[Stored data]
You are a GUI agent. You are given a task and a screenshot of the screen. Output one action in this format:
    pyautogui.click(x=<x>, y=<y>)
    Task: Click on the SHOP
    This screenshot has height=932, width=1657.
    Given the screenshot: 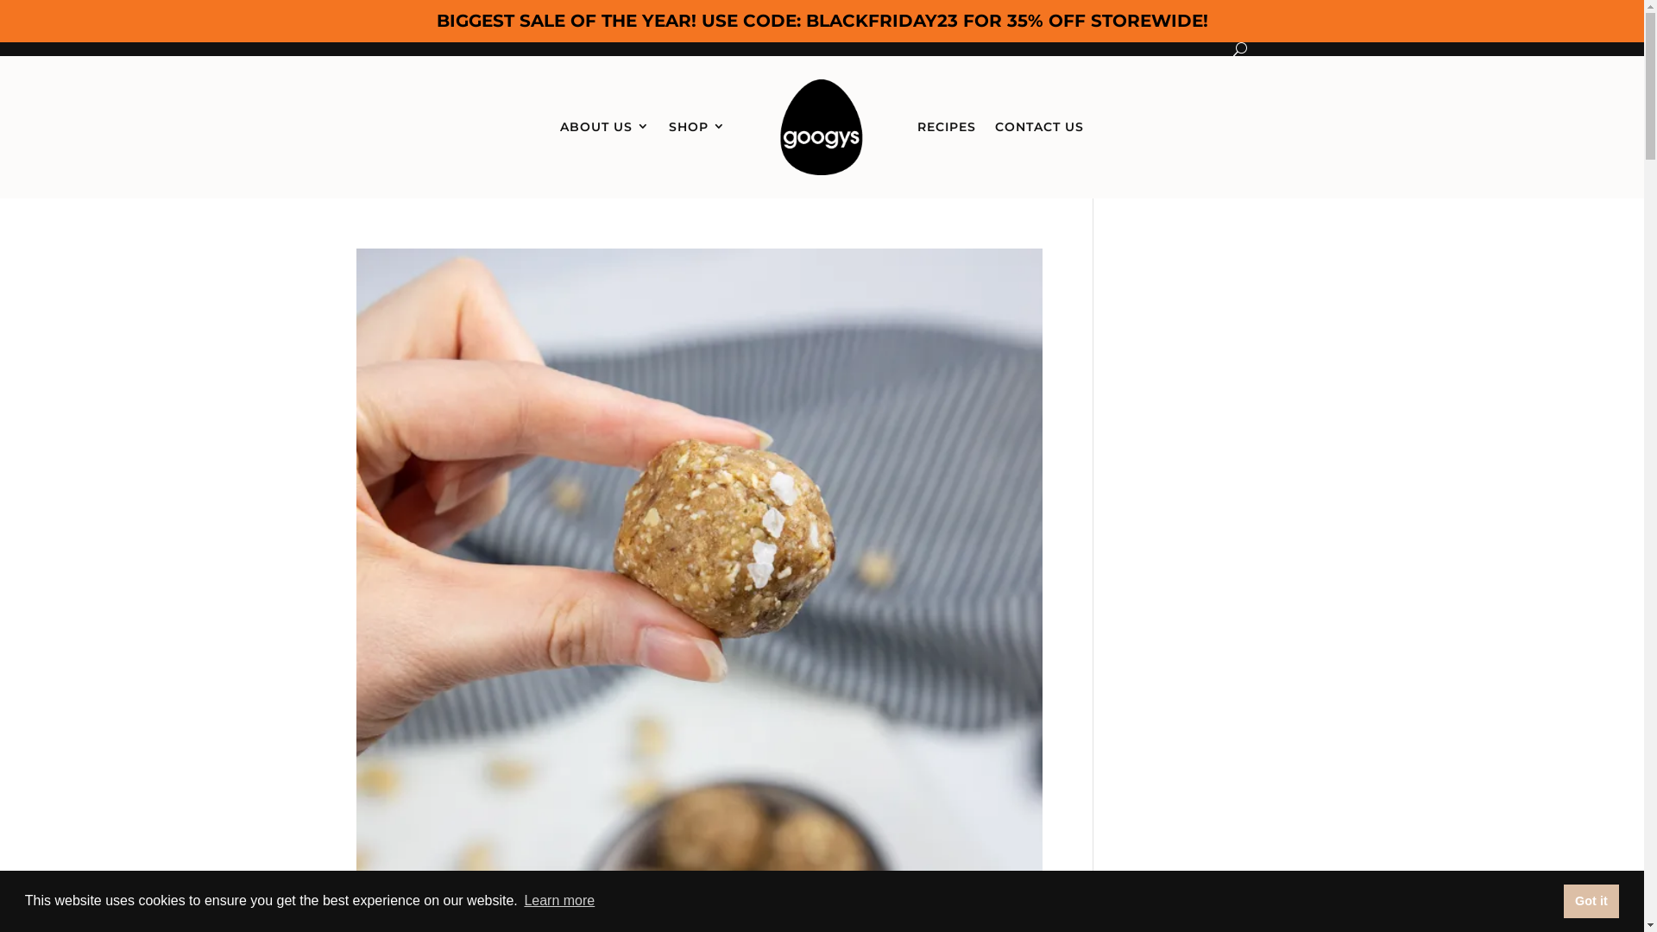 What is the action you would take?
    pyautogui.click(x=697, y=128)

- **Activity**: Give again, word for word, the records from their first line to the one with "This screenshot has", and leave out all else.

- **Result below**:
You are a GUI agent. You are given a task and a screenshot of the screen. Output one action in this format:
    pyautogui.click(x=<x>, y=<y>)
    Task: Click on the SHOP
    This screenshot has height=932, width=1657.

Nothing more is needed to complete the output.